Cross posted from A Woman's View
You could feel the excitement in the house building for days. It was like that anytime we had plans to head into the city. We were kids then, so a trip to Kennywood, the zoo or a Pirates game was always a major event. My parents planned in advance and would build it up, until the point, where the night before, we were sleepless from excitement.
The next morning, mom would be packing a picnic lunch and then we'd pile into the car, to make the 40 minute trip into the city. Imagine three little girls sitting in the backseat of the car, giggling; chattering about what they were going to ride first, what animals we wanted to see, wondering if we'd catch the ball that Roberto Clemente hit.
On these trips, I often found myself looking out the window, watching the scenary as we drove along. There was always one point where I knew we were close. It wasn't the signs, nor was it the tunnels; I knew we were close when the sky started turning brown.
I grew up near Pittsburgh, Pennsylvania in the 1960s and 70's. Steel was king there, and it was hard to miss the big mills as they lined up along the river, it was also hard to miss the dark plumes of smoke rising from their smokestacks, filling the air with noxious chemicals. I can still recall smelling sulphur in the air.
I grew up in an area where, to see blue skies, you had to drive to Latrobe, to the mountains. We were use to the grey skies that the haze from the glass plants in Jeannette, and the steel plants around Pittsburgh produced. There was no swimming in the rivers then, not even in the ponds near my home, because a small chemical plant there dumped it's waste there.
Today, most of the mills are closed, the effect of low price steel being imported in from Japan. Pennsylvania adopted stricter emissions standards and eventually the skies over Pittsburgh are now blue. The smog alerts from years past are still there, and they'll be issued, especially on hot, summer days, but children growing up there now, will not know the brown skies, that I had gotten used to when I was a kid.
EPA proposes tougher smog standards
By ERICA WERNER, Associated Press Writer
Sat Jun 23, 9:48 PM ET
WASHINGTON - Pollution standards are too weak to protect people from the air they breathe, the EPA's chief declared Thursday. He recommended tougher limits on the smog that makes children cough and asthmatics wheeze from Los Angeles to Houston to New York.
Still, under pressure from big business, EPA Administrator Stephen L. Johnson left the door open to keeping the rules as they are.
In an administration, that had become lax on environmental controls and pro-corporate profit, it's not surprising that this is the first time since 1997 that the EPA has recommended toughening the standards for air quality. Of course this may not have come about without a lawsuit filed by the American Lung Association and other advocacy groups.
Under the Clean Air Act, EPA is supposed to review standards on ozone and other pollutants every five years. When that didn't happen five years ago, a lawsuit by the American Lung Association led to a settlement between EPA and advocacy groups to propose revised levels for smog. Thursday was the deadline for that proposal to be offered.
Indeed, even with the recommendation, it still seems to be status quo with the EPA and the administration.
"The science overwhelmingly supports closing the door on the current standard once and for all," said Sen. Barbara Boxer, D-Calif., who chairs the Senate Environment and Public Works Committee. "Instead of listening to science, the administrator seems to be intent on listening to the wish lists of polluting industries."
Same arguments:
Business and industry groups including the National Association of Manufacturers have been lobbying for the smog standard to stay the same, contending that lowering it would be costly and unnecessary.
The arguments used today are the same arguments used when emission control was set into place. It would cost jobs, it would create a major financial impact on the companies. While President George W. Bush, was negotiating the import of mangoes from India, corporations were allowed to ignore the regulations set into place years earlier. Indeed, this administration and the do nothing 109th Congress, allowed corporations to ignore their responsibilities to their communities. But at what cost?
Childhood Asthma
From the Childhood Asthma Fact Sheet
Evidence indicates that ambient air pollution, such as particulate matter and ozone, precipitate asthma attacks among persons with the disease.
Automotive exhaust is a complex mixture of thousands of chemical compounds. The significant components for childhood asthma are oxides of nitrogen, ozone, sulfur dioxide, sulfuric acid, fine particulates, and carbon monoxide. Also of importance are toxic organic compounds, including formaldehyde, acetaldehyde, and benzene. Of these materials, ozone, oxides of nitrogen, and small particulates appear to be most important.
According to the CDC, approximately 6.5 million children in the United States were reported to have asthma, as of 2005. Poor air quality has been known to trigger asthma attacks, and have forced many children to remain indoors to prevent having an attack triggered. Despite the lip service that our government and corporations give the general public, stating they care about our childrens health, their actions prove otherwise.
Increasing emission standards is a relative no brainer, not only in the argument of global warming, but in maintaining the health of it's citizens. This is something that should not be compromised or even set aside for the growth of corporations.
It remains to be seen if the EPA will follow through on it's recommendations, given the current state of affairs, I'm not particularly hopeful.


▶ _PROMPT_
Please report, as a single number with no other text, how many lines of the listing contain "学习系统".

▶ _DATA SECTION_
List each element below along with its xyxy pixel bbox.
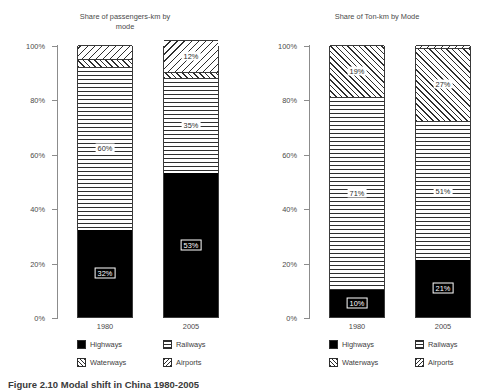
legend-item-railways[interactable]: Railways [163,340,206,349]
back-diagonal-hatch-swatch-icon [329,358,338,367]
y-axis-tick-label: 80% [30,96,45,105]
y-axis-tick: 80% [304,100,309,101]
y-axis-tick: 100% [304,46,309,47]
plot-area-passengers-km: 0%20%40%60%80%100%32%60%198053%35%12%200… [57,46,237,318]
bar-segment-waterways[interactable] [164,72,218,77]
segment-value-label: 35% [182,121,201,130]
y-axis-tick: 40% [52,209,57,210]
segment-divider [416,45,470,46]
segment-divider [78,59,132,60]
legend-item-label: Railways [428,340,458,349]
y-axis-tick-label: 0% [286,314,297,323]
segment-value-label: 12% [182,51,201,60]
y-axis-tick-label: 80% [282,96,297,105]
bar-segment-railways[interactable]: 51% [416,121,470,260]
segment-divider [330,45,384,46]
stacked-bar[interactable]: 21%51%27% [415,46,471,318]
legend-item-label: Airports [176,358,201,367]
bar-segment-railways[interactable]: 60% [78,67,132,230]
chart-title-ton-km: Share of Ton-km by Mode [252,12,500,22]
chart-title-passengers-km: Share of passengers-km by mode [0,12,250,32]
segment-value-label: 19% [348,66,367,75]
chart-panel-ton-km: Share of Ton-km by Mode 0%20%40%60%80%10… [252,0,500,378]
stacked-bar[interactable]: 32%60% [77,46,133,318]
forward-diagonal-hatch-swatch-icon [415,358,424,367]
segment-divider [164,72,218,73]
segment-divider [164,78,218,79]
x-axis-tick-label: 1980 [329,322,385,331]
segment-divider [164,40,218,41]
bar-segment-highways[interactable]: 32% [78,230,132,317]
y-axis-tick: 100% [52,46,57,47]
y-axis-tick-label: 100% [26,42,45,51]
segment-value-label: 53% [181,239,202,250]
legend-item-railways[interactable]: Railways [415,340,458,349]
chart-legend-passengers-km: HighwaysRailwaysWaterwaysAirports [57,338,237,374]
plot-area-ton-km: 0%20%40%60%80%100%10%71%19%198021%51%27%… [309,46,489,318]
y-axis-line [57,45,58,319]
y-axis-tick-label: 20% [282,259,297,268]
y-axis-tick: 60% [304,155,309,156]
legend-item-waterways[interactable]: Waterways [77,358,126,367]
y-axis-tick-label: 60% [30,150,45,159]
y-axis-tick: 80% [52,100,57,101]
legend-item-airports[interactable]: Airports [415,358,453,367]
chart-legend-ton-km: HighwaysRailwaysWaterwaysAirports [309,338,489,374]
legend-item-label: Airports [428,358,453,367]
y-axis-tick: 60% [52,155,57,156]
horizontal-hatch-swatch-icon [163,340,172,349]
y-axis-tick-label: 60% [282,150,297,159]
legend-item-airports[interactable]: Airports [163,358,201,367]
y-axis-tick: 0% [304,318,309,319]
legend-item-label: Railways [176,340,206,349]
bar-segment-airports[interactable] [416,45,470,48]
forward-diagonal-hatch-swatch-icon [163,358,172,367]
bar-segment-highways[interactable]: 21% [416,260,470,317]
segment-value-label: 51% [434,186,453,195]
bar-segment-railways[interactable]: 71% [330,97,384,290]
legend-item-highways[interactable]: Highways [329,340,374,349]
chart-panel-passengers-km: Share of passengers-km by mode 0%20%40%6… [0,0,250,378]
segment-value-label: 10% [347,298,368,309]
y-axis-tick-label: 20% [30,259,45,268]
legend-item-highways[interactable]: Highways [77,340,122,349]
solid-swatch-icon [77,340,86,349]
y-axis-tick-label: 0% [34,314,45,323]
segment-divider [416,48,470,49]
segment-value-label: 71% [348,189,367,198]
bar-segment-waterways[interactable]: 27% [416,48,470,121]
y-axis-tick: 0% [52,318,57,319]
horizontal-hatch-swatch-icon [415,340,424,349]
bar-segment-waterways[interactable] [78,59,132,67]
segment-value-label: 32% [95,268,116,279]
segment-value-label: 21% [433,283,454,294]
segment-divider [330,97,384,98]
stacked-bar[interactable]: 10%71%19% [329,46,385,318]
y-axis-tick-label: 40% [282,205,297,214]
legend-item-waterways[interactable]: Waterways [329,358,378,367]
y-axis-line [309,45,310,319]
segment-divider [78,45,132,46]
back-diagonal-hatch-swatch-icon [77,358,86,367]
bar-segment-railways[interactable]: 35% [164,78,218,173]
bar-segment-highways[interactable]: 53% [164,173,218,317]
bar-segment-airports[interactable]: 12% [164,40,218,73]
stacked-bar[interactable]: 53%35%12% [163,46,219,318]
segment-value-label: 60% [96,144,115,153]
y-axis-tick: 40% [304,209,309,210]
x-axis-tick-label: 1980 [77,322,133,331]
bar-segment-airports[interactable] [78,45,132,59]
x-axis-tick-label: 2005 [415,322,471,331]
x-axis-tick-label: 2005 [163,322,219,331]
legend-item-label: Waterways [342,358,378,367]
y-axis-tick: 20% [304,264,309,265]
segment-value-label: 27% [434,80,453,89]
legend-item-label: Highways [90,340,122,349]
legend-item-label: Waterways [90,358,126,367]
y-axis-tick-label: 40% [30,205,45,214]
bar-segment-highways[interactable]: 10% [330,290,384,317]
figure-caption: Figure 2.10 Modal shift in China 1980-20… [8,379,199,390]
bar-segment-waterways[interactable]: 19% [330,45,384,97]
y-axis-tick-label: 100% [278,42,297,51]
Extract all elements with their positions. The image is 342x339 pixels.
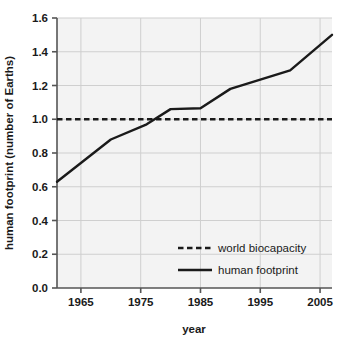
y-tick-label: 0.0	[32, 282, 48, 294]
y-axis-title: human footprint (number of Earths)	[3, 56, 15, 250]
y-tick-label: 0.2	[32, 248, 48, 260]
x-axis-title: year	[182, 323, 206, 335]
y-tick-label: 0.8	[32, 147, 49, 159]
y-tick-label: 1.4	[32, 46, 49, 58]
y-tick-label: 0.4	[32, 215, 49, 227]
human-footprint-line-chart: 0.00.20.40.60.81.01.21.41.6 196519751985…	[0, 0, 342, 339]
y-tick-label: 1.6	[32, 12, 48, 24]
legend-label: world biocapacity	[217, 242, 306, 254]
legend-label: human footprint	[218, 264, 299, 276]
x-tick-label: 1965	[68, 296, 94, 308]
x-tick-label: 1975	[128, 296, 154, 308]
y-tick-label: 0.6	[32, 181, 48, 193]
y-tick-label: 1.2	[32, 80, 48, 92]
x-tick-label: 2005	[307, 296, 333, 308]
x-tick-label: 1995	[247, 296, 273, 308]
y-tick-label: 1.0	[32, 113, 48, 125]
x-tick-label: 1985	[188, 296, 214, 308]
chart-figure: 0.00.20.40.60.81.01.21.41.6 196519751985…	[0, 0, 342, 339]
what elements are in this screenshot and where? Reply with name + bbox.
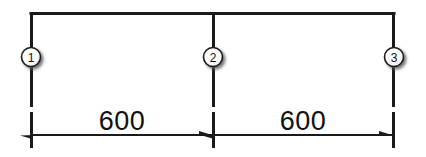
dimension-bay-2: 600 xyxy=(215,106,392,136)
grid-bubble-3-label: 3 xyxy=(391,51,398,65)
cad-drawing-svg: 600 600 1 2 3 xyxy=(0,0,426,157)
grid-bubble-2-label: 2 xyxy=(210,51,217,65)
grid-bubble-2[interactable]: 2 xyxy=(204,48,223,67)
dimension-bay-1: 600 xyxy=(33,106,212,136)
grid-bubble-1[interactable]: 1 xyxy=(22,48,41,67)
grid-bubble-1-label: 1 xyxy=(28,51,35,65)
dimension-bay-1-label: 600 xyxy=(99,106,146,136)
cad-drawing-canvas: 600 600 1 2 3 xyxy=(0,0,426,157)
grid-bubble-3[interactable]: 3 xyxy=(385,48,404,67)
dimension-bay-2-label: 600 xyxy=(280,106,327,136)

...

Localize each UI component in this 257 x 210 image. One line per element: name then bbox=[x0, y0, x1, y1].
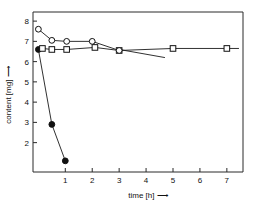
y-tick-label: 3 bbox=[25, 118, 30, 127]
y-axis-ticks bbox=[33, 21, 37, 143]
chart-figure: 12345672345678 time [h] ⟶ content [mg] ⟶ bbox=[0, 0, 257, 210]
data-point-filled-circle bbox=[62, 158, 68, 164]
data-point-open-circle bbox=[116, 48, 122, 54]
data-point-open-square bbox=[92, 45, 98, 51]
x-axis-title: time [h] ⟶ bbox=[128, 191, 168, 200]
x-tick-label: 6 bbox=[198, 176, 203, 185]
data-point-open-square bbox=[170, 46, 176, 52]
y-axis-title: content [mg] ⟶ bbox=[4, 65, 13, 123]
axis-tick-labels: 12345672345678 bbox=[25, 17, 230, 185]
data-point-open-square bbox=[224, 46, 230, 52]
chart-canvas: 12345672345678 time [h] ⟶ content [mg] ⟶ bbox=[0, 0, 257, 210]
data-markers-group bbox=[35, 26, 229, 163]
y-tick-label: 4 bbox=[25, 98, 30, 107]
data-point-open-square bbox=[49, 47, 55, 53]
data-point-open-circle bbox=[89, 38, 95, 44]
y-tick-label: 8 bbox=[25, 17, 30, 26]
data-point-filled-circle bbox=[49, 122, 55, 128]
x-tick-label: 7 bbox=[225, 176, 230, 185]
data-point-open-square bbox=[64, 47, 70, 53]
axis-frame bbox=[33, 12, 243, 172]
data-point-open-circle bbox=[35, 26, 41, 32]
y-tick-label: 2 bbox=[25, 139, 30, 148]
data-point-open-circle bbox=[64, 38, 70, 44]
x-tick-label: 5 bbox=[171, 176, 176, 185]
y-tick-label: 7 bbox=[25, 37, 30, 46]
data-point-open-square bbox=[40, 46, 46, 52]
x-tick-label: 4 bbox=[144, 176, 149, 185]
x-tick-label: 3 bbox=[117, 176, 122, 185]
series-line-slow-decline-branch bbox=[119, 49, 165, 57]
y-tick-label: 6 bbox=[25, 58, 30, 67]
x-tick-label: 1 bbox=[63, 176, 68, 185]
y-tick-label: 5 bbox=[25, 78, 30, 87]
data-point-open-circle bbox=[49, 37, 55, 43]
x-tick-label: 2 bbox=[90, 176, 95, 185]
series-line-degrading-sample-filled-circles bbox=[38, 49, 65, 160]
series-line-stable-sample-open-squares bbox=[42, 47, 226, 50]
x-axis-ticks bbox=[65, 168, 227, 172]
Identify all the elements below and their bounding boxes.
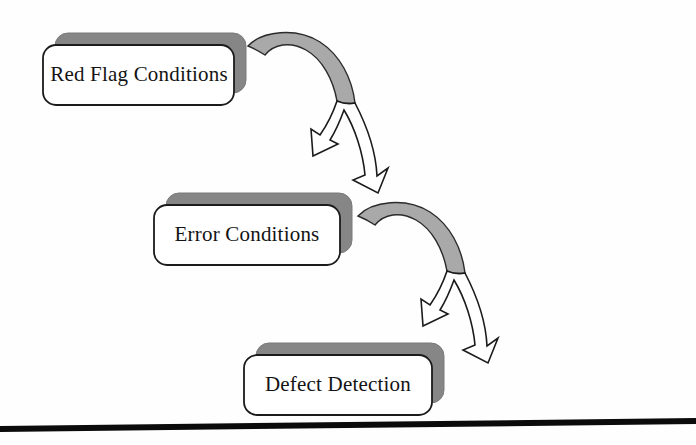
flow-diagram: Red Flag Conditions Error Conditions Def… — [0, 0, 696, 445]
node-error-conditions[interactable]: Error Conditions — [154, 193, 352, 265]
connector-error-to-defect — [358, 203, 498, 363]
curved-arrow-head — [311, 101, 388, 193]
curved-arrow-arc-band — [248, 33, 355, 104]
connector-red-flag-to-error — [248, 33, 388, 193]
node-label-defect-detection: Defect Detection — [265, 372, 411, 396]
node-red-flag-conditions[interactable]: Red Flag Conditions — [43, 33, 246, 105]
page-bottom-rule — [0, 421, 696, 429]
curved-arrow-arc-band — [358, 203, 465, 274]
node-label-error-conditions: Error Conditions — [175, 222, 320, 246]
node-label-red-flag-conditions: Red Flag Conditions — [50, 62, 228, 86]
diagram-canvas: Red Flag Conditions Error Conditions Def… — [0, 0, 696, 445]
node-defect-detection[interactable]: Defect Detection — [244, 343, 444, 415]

...

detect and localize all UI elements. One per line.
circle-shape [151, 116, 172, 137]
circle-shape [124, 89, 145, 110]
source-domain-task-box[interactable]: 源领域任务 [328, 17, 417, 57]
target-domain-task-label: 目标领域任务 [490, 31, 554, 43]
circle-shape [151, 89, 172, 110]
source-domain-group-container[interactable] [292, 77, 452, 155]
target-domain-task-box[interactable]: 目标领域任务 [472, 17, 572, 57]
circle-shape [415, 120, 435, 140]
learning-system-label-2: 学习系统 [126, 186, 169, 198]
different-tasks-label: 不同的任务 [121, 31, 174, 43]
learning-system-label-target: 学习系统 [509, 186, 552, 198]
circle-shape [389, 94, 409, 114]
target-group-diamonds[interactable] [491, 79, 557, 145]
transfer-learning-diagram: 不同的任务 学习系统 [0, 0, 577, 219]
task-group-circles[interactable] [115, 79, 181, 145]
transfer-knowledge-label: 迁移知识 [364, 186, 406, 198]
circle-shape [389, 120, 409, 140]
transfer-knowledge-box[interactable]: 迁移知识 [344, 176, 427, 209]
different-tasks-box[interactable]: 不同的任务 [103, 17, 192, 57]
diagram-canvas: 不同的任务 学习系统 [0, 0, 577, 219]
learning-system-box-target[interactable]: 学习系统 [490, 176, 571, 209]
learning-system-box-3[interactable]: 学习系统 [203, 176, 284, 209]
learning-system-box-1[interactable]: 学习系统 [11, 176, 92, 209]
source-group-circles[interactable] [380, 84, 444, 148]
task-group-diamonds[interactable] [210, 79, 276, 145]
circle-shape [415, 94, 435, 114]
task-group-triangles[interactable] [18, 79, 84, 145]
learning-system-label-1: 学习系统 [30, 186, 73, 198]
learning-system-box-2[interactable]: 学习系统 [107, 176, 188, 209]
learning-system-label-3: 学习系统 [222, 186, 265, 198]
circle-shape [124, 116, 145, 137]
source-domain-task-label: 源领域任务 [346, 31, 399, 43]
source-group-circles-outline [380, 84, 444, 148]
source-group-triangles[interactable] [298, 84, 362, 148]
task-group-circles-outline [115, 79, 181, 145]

▶ _WRITTEN ANSWER_
10